Michael Joe Cini
20th October 2023
Lost in apps – healthcare’s cry for unity
Alex Raychuk, founder & CEO at Medentee Ltd., delivered a keynote address today during the final day of the Med-Tech World Summit held at the Mediterranean Conference Centre in Valletta, Malta. The Med-Tech World Summit is an annual event that brings together companies, start-ups, investors, professionals, and media from the world of healthcare technology.
Fragmented communication channels
In his keynote speech Raychuk focused on one of the major problems in the healthcare industry, namely fragmented communication channels and how healthcare professionals, caught in the middle, are carrying the burden. He said that “looking at the industry from the outside, there is a real mess, there are too many channels and too much information to process. How can our hero, the single healthcare professional, handle everything?”

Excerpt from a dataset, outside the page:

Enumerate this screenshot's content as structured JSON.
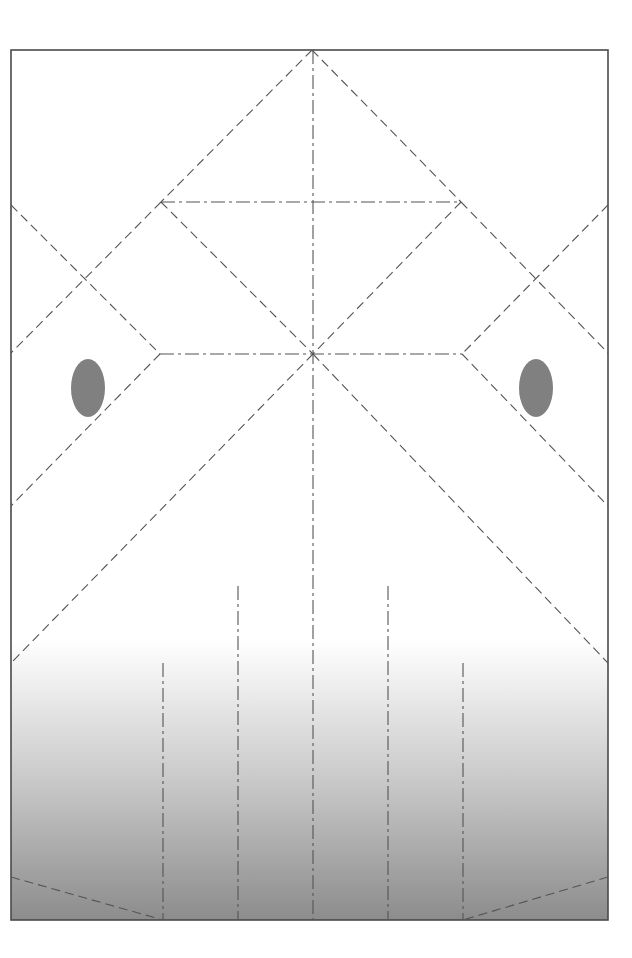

Raychuk introduced his speech by explaining how healthcare professionals are at the centre of the industry, juggling communication across professional communities, during professional events, with other professionals and in work organizations like hospitals and clinics. Each organization decides which application or platform to use, and all healthcare professionals, employees and service providers must align. The problem is exacerbated if healthcare professionals work in different organizations, having to navigate different apps, passwords and profiles.
Master jugglers?
When considering communities, healthcare professionals navigate networking, follow news and live events. Communication is happening over emails, social media, Whatsapp groups and so many more. Raychuk asks: “Who does not have the freedom to choose? Who carries the whole burden?” His answer is simple, “the healthcare professional, who is actually carrying all the workload”.
The same scenario unfolds when Raychuk considers professional events – mobile applications, meeting scheduling and events apps which health professionals download and use for just a few days at best. Again, when considering meetings, health professionals need to align to many apps and tools, such as Google Meet, Zoom, Microsoft Teams and many others.
Raychuk asked an important question, “In order to avoid becoming master jugglers, how do healthcare professionals decide which app to choose?” He professed a solution, namely, unified professional platforms, where a radical shift in perspective means that the focus is not on what works for the organisation, but what works for the individual healthcare professional.
Unified professional platforms – Medentee’s solution
Raychuk said that Medentee decided to take on this challenge and after 3 years of development they are ready to launch an app which signifies the first attempt to solve this problem. Medentee are pioneers in the space, thinking in terms of communication channels of healthcare professionals and not in terms of organisations. “The healthcare organisation will align with healthcare professionals according to what is convenient to the professionals, and not the other way round.”
Raychuk concluded his keynote by inviting the audience to “think in terms of how the whole industry can simplify the lives of healthcare professionals in order to free their time to give better care to patients.”
Speaking at the fringe of the summit to SiGMA News following his keynote delivery, Raychuk added that too few players in the market think about what the individual health professional needs and instead focus on solutions for big organisations. Medentee’s product is still a B2B solution, but the focus is on providing a solution for healthcare professionals to ease the burden of the overwhelming overload of information.